Securities Law Prof Blog

Editor: Eric C. Chaffee
Univ. of Toledo College of Law

Thursday, July 17, 2014

Fisch on Money Market Funds

Jill E. Fisch has posted The Broken Buck Stops Here: Embracing Sponsor Support in Money Market Fund Reform on SSRN with the following abstract:

Since the 2008 financial crisis, in which the Reserve Primary Fund “broke the buck,” money market funds (MMFs) have been the subject of ongoing policy debate. Many commentators view MMFs as a key contributor to the crisis, in part because widespread redemption demands during the days following the Lehman bankruptcy led to a freeze in the credit markets.

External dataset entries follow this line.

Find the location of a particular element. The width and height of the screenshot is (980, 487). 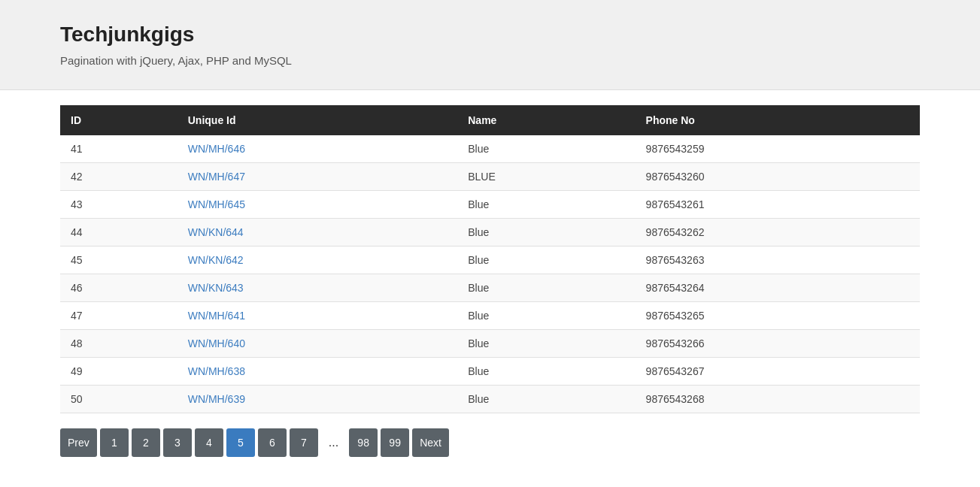

cell-phone: 9876543268 is located at coordinates (778, 400).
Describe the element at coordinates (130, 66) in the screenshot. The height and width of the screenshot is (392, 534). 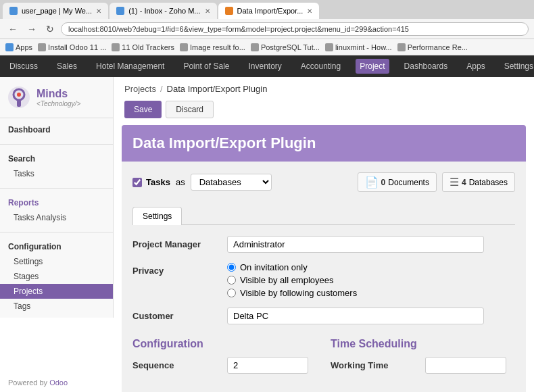
I see `nav-hotel-management: Hotel Management` at that location.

The response has been to deem MMFs a component of the nefarious shadow banking industry and to target them for regulatory reform.

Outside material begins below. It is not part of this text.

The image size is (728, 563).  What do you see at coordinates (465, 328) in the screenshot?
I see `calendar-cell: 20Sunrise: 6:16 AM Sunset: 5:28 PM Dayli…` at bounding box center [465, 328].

Determining the appropriate approach to MMF reform has proven difficult. Banks regulators prefer a requirement that MMFs trade at a floating NAV rather than a stable $1 share price. By definition, a floating NAV would prevent future MMFs from breaking the buck, but it is unclear that it would eliminate the risk of large redemptions in a time of crisis. Other reform proposals have similar shortcomings. More fundamentally, pending reform proposals could substantially reduce the utility of MMFs for many investors, which could, in turn, dramatically reduce the availability of short term credit.

The complexity of regulating MMFs has been exacerbated by a turf war among regulators. The Securities and Exchange Commission has battled with bank regulators both about the need for additional reforms and about the structure and timing of any such reforms. Importantly, the involvement of bank regulators has shaped the terms of the debate. To justify their demands for greater regulation, bank regulators have framed the narrative of MMF fragility using banking rhetoric. This rhetoric masks critical differences between banks and MMFs, specifically the fact that, unlike banks, MMF sponsors have assets and operations that are separate from the assets of the MMF itself. Because of this structural difference, sponsor support is not a negative for MMFs but a stability-enhancing feature.

The difference between MMFs and banks provides the basis for a simple yet unprecedented regulatory solution: requiring sponsors of MMFs explicitly to guarantee a $1 share price. Taking sponsor support out of the shadows provides a mechanism for enhancing MMF stability that embraces rather than ignoring the advantage that MMFs offer over banks through asset partitioning.